Appearing on the Bootleg Kev podcast, Shumpert was referring to the moment in 2010 when King James made the decision to leave his throne atop the perennial finalist Cavs and "take his talents to South Beach" to join forces with Dwyane Wade and Chris Bosh.
Shump gets why LeBron went to Miami but he thinks it changed the NBA forever
— Bleacher Report (@BleacherReport) December 22, 2021
(via @BootlegKev) pic.twitter.com/Lg2yVKoaPX
When he was asked if Kevin Durant "ruined basketball" by pulling the "if you can't beat 'em, join 'em" move of signing up with the Golden State Warriors to form a superteam, Shumpert responded with:
It wasn’t KD. It was LeBron first going to Miami. LeBron knows he ruined basketball. He thought he was making it better. Me personally, I loved the NBA for the loyalty that I thought was there.

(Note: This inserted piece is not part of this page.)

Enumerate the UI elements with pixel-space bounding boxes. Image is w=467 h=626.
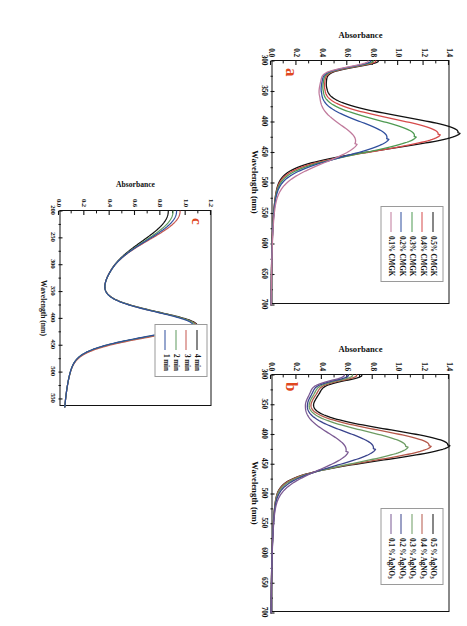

He basically knocked the fourth wall down.
That "fourth wall", referring to the "player empowerment" era. Shumpert continued: "Great business move for sure. But when you think about it outside looking in, I got people tweeting me right now, they’re literally talking about owners and trade.”
He responded on Twitter to the claims that there were many "superteams" before those Miami Heat.
Find me the year the top player left his throne and joined someone else? Closest thing was Shaq but Bigs have to pair up and Kobe was the juice. Bron had no need and had all the influence. I can debate this all day. https://t.co/gjQKSNLBpw
— Iman. (@imanshumpert) December 21, 2021
The difference, of course, is that the LeBron-Wade-Bosh move was actually players leaving a good situation and teaming up elsewhere, rather than a team being built through trade. "Find me the year the top player left his throne and joined someone else?" asked Shumpert. "Closest thing was Shaq but Bigs have to pair up and Kobe was the juice. Bron had no need and had all the influence. I can debate this all day."
And there's undoubtedly many LeBron supporters that will be happy to join in that debate.